Retailers really don’t like paying the fees for your Apple Card

Apple Card completely rethinks everything about the credit card. It represents all the things Apple stands for. Like simplicity, transparency, security, and privacy. You can buy things effortlessly, with just your iPhone. Or, if Apple Pay is not yet supported by the merchant, use the Apple‑designed titanium card anywhere in the world.
The physical Apple Card

Jennifer Surane for Bloomberg Businessweek:

This holiday season will be the first for the Apple Card, the highest-profile new credit card in years. And every time a customer waves an iPhone at the register to use the new card, a retailer may feel an extra pinch on its profits.

That’s because the card, marketed by Apple and backed by Goldman Sachs Group Inc., is designated “elite,” which allows it to levy significantly higher interchange fees on each swipe or tap. Those fees aren’t paid by the consumer but by the merchant as part of the cost of accepting credit cards. A grocer can lose more than half its profit on a sale when someone pays with an Apple Card, or one of its elite competitors, rather than a normal card. Elite cards impose higher transaction fees to support generous reward programs for their customers.

Card networks tell merchants the higher costs are justified because premium cardholders also have more buying power — so they’ll spend more… The average purchase made with premium-branded Visa cards was $50 higher than those made with regular Visa credit cards. But the cards have long irked retailers. They have no choice but to pay the higher fees for elite plastic if they want to accept any of a network’s credit cards. A store can’t turn down [an elite Visa card] and still take the others. Mastercard Inc., the Apple Card’s network, has a similar arrangement.

MacDailyNews Take: What else is new? This isn’t really about Apple Card — Bloomberg Businessweek is just using Apple as a headline hook, as does virtually every media outlet — this is about retailers not wanting to pay elite card fees. If they really don’t want to pay these fees, retailers should offer incentives for customers to use debit, cash, or, God forbid, checks. (Don’t you just love being stuck in the grocery line behind that old lady writing out her paper check?)

Of course, the way retailers feel about elite cards goes a long way toward explaining why some balk at accepting Apple Card.

9 Comments

  1. Thank the U.S. Congress, which receives significant campaign contributions (i.e. bribes) from the banking industry . . . In the European Union, laws have been passed which limit the amount that credit card companies can charge for interchange fees . . . Why doesn’t the U.S. have similar laws? Simple. Because the banking industry and their lobbyists control the bankroll for every Congressman seeking reelection. A politician who speaks out against the “obvious” excesses of Visa / Mastercard would commit career suicide, and would become a “former” Congressman . . . just a friendly reminder for any readers who live under the illusion that we live in a democracy.

  2. The article points out that Elite card users buy more expensive stuff.

    What they don’t emphasize is that more expensive stuff usually have higher profit margins, way higher.

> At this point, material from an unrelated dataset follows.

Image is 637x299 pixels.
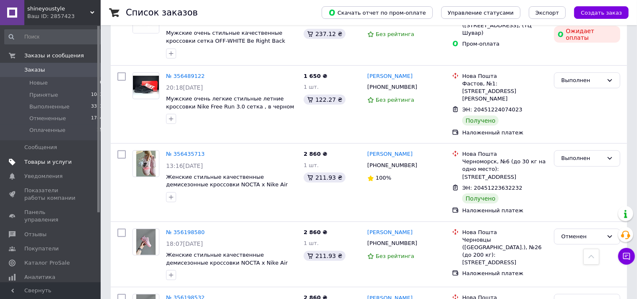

The total profit amount is also bigger. (Although this example is not exact as I’m talking manufacturers vs retailers, but since this is MDN, note high end iPhone at 20% market share makes more profit than all Android phone makers put together)

    The example Bloomberg (not the biggest fan of Apple) uses is the Grocer (” A grocer can lose more than half its profit on a sale”) . Groceries have notoriously low profit margins. ( Small business chronicle : “Grocery store profit margins typically range from 1 percent to 3 percent”)

    Bloomberg is using a click bait Apple as example and the extreme grocery position to make a point.

    I’m not saying retailers don’t have an issue but I just wanted to point those things out.
    (Do low profit businesses like groceries have special deals with card companies? if not they should collectively bargain with them)

    I also note in many parts of the world including highly industrialized Japan many small retailers and restaurants don’t accept credit cards. Bigger chains won’t accept them unless the sales crosses a certain amount.

    1. “The article points out that Elite card users buy more expensive stuff.”

      actually the article might not have, as it might just mean the total amount on a bill.
      Anyways I still stand by most of my points.

    1. What about the small businesses that survive via online sales? They get crap discounts from wholesalers, shafted by the shipping companies, and killed by dealing with one-size-fits-all state/federal regulations and fees. Yes, most of them take credit cards and they absorb the 3-4% vig, it comes right out of the owner’s pocket. I’m sure they will be overjoyed when you whip out that shiny white card that hits them for 6%.